Writer, Alison Irvine tells us more about Glasgow Film Theatre’s (GFT) For All Project…
Glasgow Film Theatre has embarked on a large-scale project to ask questions of its audience and potential audiences. The project is part of GFT’s equalities research – ‘Cinema For All’ is emblazoned above the doorway after all – and its Head of Learning, Emily Munro, wants to find out what makes people go to the cinema – any cinema – and what makes people go to GFT in particular. On the flip side of the coin she wants to know what makes people not go to the cinema and not go to GFT in particular.
She’s commissioned nine writers, one writer/facilitator (me) and an illustrator/animator (David Galletly). The nine writers have written short stories or poems as their response to the theme of equalities. Some pieces are about the cinema, some aren’t. It’s an eclectic, passionate, poignant and humorous collection. David Galletly has created animations based on a short extract from each piece which will be shown before each film at GFT. We’re on week three now and there’ll be a new animation and a new piece of writing released for a further six weeks with people being invited to give their own responses to the stories, poems and animations. As well as that, there are weekly questions posed, aimed at getting people to articulate just what it is that makes the cinema special for them – the thinking being know your audience and be better able to serve it.
So, GFT is stretching its arms wide and trying to draw people into this conversation. There are many ways of contributing: via GFT’s facebook, twitter (#filmforall), blog and post-it notes in the cinema foyer. And then there are the good old-fashioned focus groups, which is where I come in.
I specialise in writing fiction based on real-life stories. My first novel began as a community arts commission as part of the Red Road Flats legacy project. I collected and then fictionalised the stories of many of my interviewees. I will be working in a similar way for the GFT project. With one of the commissioned poems or stories as a stimulus and jumping-off point, we’ll ask questions about cinema in relation to equality – in particular Glasgow City Council’s single outcome agreements: improving the lives of vulnerable people, reducing alcohol abuse and increasing youth employment.

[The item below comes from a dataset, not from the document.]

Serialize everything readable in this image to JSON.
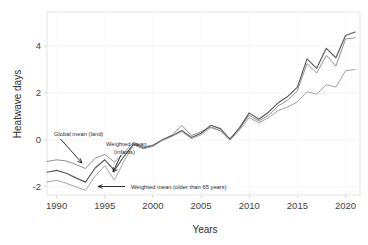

We’ll ask about disabled access, about programming, about people’s perceptions of GFT and we’ll ask about poverty. And from these questions we hope to hear about people’s experiences of going to the cinema; the anecdotes, the incidents, the surprises, the best and the worst. From this wealth of material I’ll write a story.
My story will be published, along with the other nine pieces, in a book later this year. And it will tie in with the launch of the cinema’s third screen and refurbishment of the building.
Emily Munro will then gather up all the audience and focus-group feedback and she and her colleagues will interpret it and act on it!
The For All equalities project is a creative approach to an important, information-gathering exercise. And it’s a way of working that has a successful track record. Artlink commissioned writer Anne Donovan to write a story based on interviews with parents and carers of disabled children. She wrote a delicate and moving story that illuminates some of the complex and contradictory feelings of the people she interviewed. The story is not only a piece of art but it is informative as well.
Obviously, the writer puts their stamp on the story, in that it’s up to them to interpret what they hear and to create the characters and tone and style of the piece, but if it works, the piece will ultimately be imbued with a kind of honesty and empathy and a richness that perhaps could only be there because of the material that came out of the focus groups.
I clearly have my work cut out for me, but I am very much looking forward to my role in this expansive and collaborative project.
The artists involved in the For All Project are:
Tawona Sithole
Robin Yassin-Kassab
Eleanor Thom
Matthew Fitt
Nalini Paul
Bernard MacLaverty
Ewan Morrison
Cathy MacPhail
Janice Galloway
Details of how to participate in the For All project are here.
Alison Irvine Portrait copyright C Dooks
Alison Irvine’s first novel, This Road is Red (Luath Press), was shortlisted for the Saltire First Book of the Year award. She is the recipient of a Glasgow Life Commonwealth Games residency and will be writing a book on Glasgow’s arts and culture in the context of the Games. Fond of collaborating with other artists, for the Commonwealth Games residency she will be working alongside artist Mitch Miller and filmmaker and photographer Chris Leslie.